“Because they are pieces of solid matter,” answered Harry. “To make a flame shine, there must always be some solid—or at least liquid—matter in it.”
“Very good,” said Mr. Bagges—“solid stuff necessary to brightness.”
“Some gases and other things,” resumed Harry, “that burn with a flame you can hardly see, burn splendidly when something solid is put into them. Oxygen and hydrogen—tell me if I use too hard words, uncle—oxygen and hydrogen gases, if mixed together and blown through a pipe, burn with plenty of heat but with very little light. But if their flame is blown upon a piece of quick-lime, it gets so bright as to be quite dazzling. Make the smoke of oil of turpentine pass through the same flame, and it gives the flame a beautiful brightness directly.”
“I wonder,” observed Uncle Bagges, “what has made you such a bright youth.”

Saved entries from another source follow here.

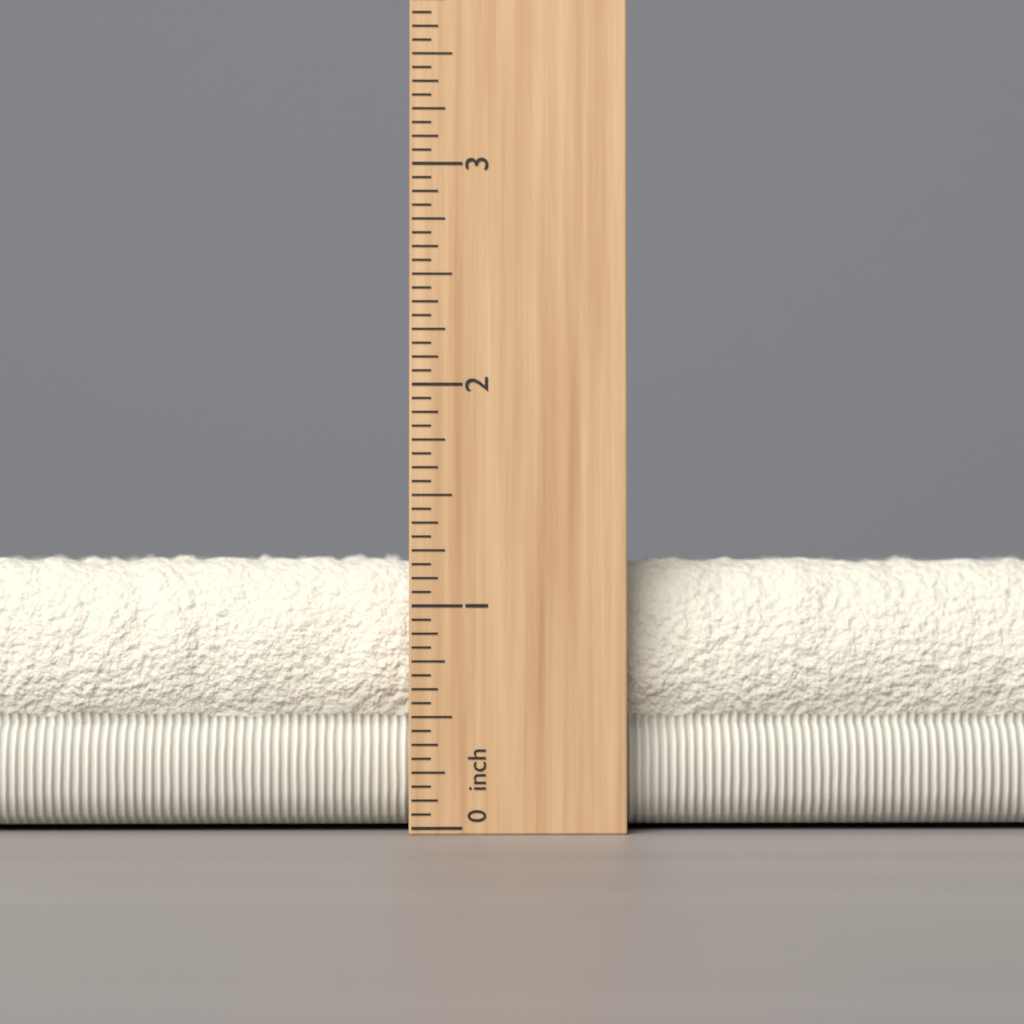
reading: 1.2500 inch
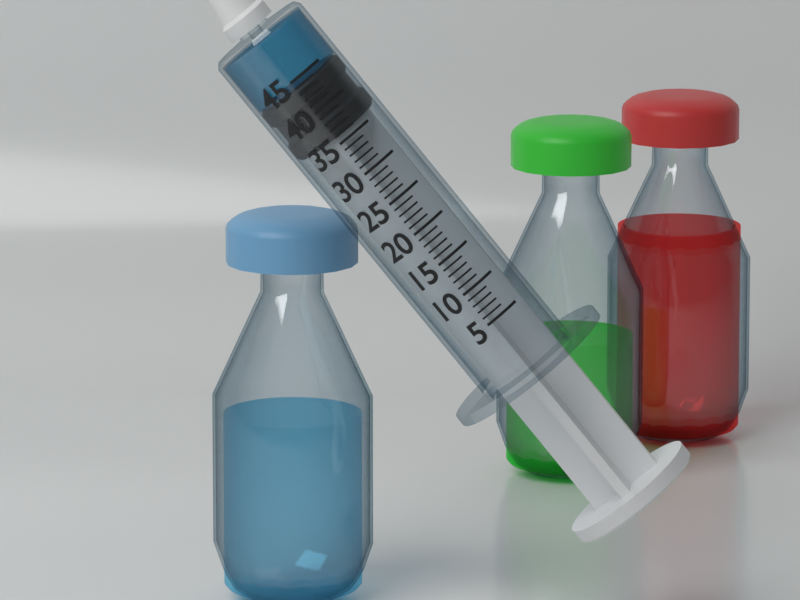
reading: 44 (no unit)
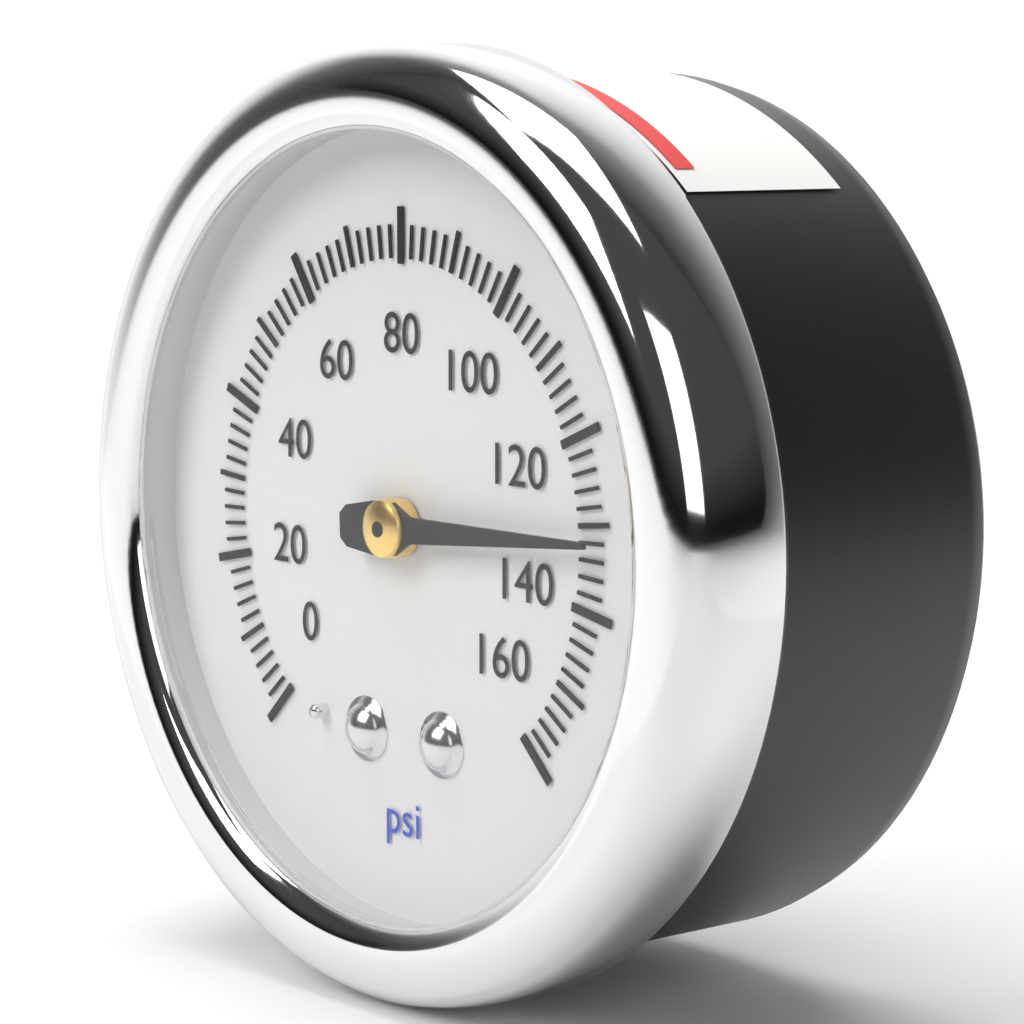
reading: 132 psi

“Taking after uncle, perhaps,” retorted his nephew. “Don’t put my candle and me out. Well, carbon or charcoal is what causes the brightness of all lamps, and candles, and other common lights; so, of course, there is carbon in what they are all made of.”
“So carbon is smoke, eh? and light is owing to your carbon. Giving light out of smoke, eh? as they say in the classics,” observed Mr. Bagges.
“But what becomes of the candle,” pursued Harry, “as it burns away? where does it go?”
“Nowhere,” said his mamma, “I should think. It burns to nothing.”
“Oh, dear, no!” said Harry, “every thing—every body goes somewhere.”
“Eh!—rather an important consideration that,” Mr. Bagges moralized.